« Reading List: The Habit | Main | Reading List: Linux iptables Pocket Reference »
Monday, February 21, 2005
It . . . is . . . alive!
On Friday, February 18th 2005 around 15:00 UTC, the prototype of the new www.fourmilab.ch server farm was put into pre-production test.
The prototype is more of a server jardin potager than a farm, since it consists of only one main server with an identically configured laptop impersonating the second production server until its hardware arrives. The main server (the deep box with the black front and silver top at the bottom of the stack on the bitmobile at the right of the desk) is a Dell PowerEdge 1850 with dual Intel Xeon 3.6 GHz processors. These are "hyper-threading" CPUs, so there are logically four processors as seen by the operating system. Main memory is 8 Gb of ECC DDR2 RAM, which permits keeping the Earth and Moon Viewer image databases in memory (essential to avoid page thrashing) even if one memory bank fails power on self-test and is excluded from the configuration. Two 146 Gb 10,000 RPM SCSI drives are configured as a RAID1 mirror with hardware RAID support on the motherboard. The server can run "headless", but during the development phase I've attached a flat panel monitor, keyboard, and mouse to connectors on the back panel, which are replicated on the front for use with mobile KVM carts for data centre administration. The server has dual redundant power supplies, each with its own power cord, permitting them to be plugged into separate UPSes; one suffices to run the server, so you can pull one of the plugs at any time without crashing the machine. Both power supplies and hard drives can be "hot swapped" without powering down; when a new hard drive is detected, the RAID firmware will automatically reconstruct it from the mirror on the other drive. The servers are run under the Fedora Core 3 Linux distribution with current kernel (2.6.10-1.760_FC3smp) and utilities releases. The generic, binary distribution SMP (symmetric multi-processor) kernel is used.

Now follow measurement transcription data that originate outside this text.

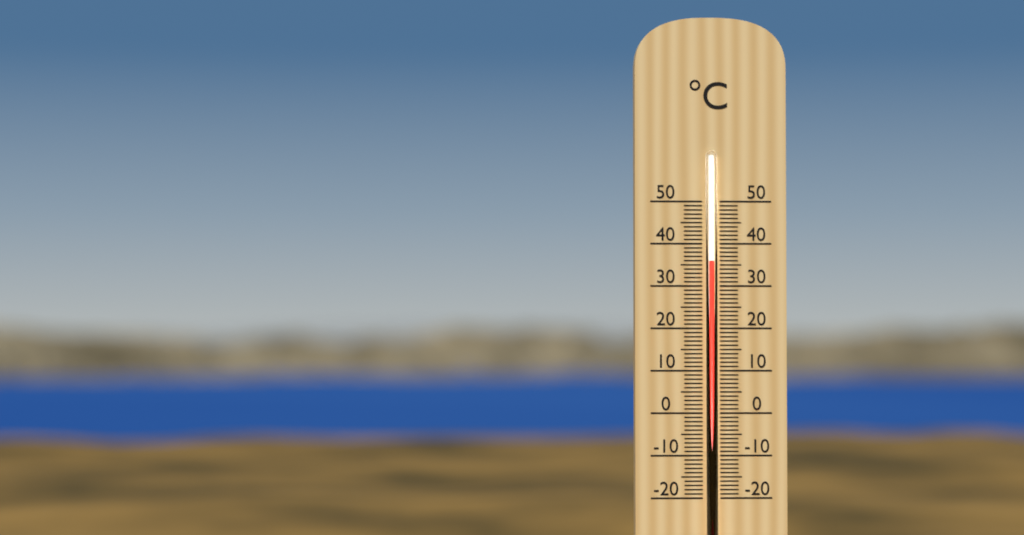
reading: 36 °C
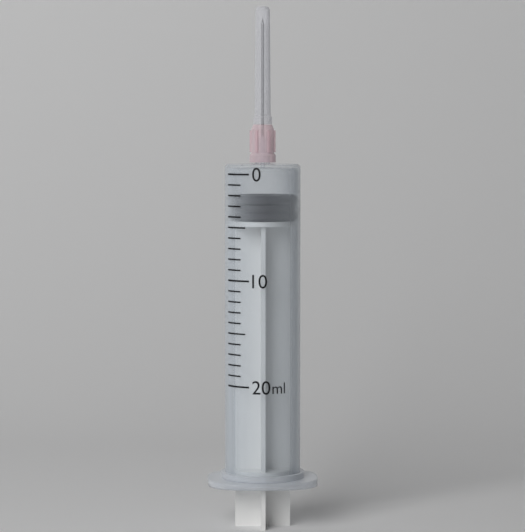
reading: 2 ml
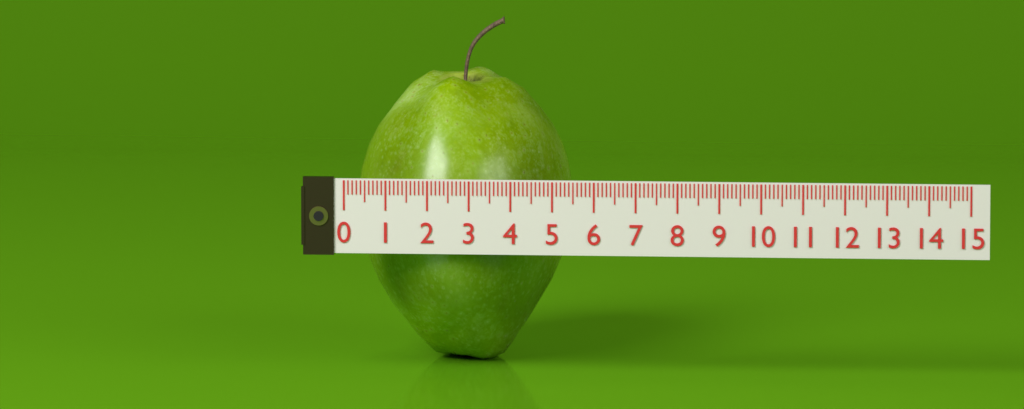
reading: 5.2 (no unit)
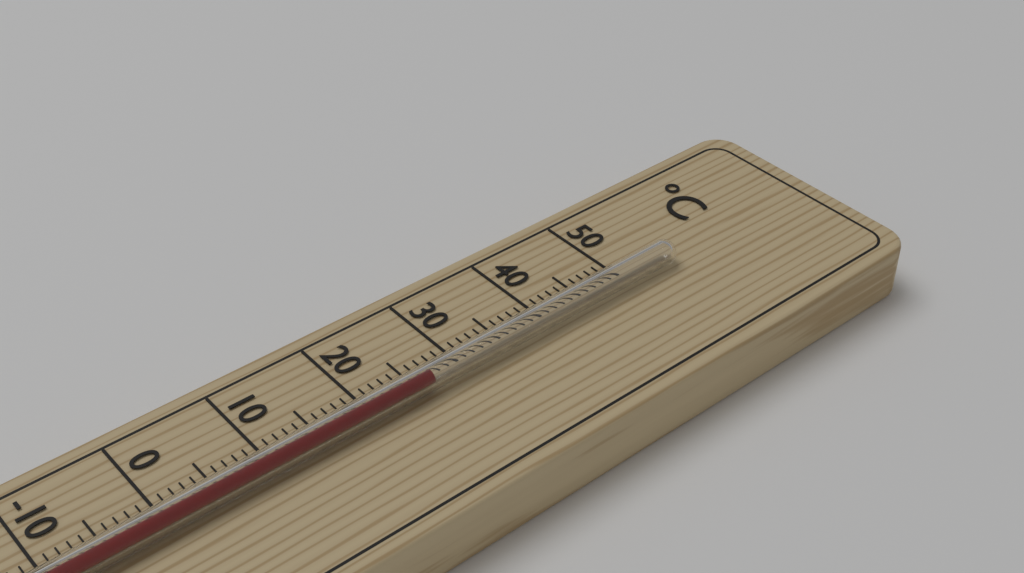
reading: 26 °C
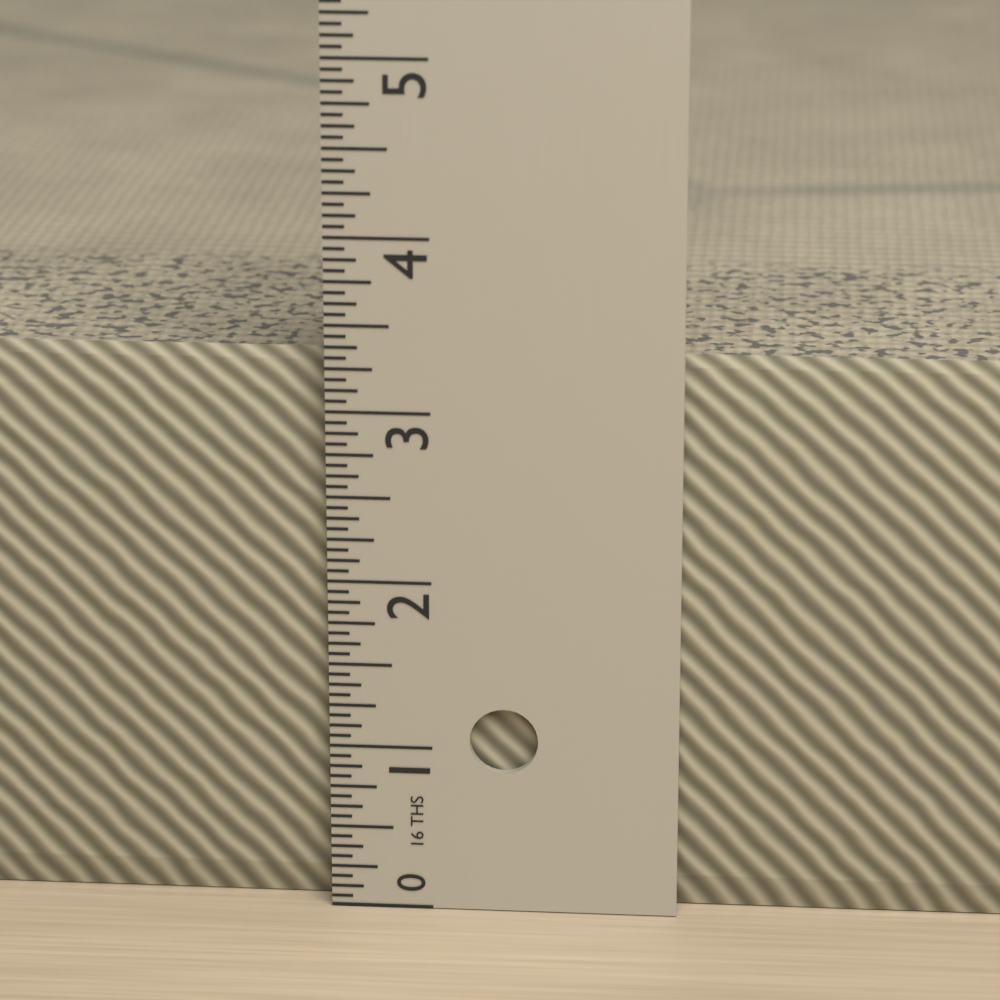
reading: 3.3125 in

Atop the server, elegantly resting on two pieces of salvaged packaging foam, is the Coyote Point Equalizer E350 which front-ends the server farm. When you connect to the IP address of www.fourmilab.ch, the load balancer receives the packet and forwards it to the available server most likely to provide the best response time based on an algorithm which includes the server's own estimate of its load from a Fourmilab custom program. The load balancer is configured to maintain session persistence where required, so if a user generates dynamic content in response to a request (for example, an image from Earth and Moon Viewer), that image will be retrieved from the cache on the same server which generated it. This is the most challenging part of implementing a server farm, and accounted for about 75% of the work to date in migrating the site from a single four processor SPARC/Solaris server to the server farm.
Yes, the present packaging is less than elegant. These Dell servers are 1U high, but you can't just bung them into any old rack because they're so deep. An 80 cm rack is the absolute minimum, but when you take into account the bend radius of power cords and the need to mount power distribution components on the back rails, you really need a one metre deep rack, so that's what I've ordered from Dell along with the second server. Once that comes to hand, I'll install the current components in the rack and proceed to a fully redundant configuration. This will include a second load balancer in hot spare mode, two switches to which the servers are cross-connected by their dual Ethernet interfaces (using "Bond: Ethernet Bond" mode), and two separate UPSes powering the servers, load balancers, and switches to avoid any single point failure mode.
Of course, there remain single point failures which can take the site down; after all, there was only one ascent engine on the lunar module: sometimes things just have to work. Failure of the leased line connection to the ISP, leased line modem, gateway router, or hub which connects the router to the boundary firewalls remain single points of failure, but then none of these have ever failed in the 10 years Fourmilab has been on the Internet. History has no predictive value whatsoever but, knock on biocomposite, maybe we'll go another decade without any of these weak links rendering the site out of sight.
And since this is a production test, if something at this site doesn't seem to be working, please report it with with our feedback form.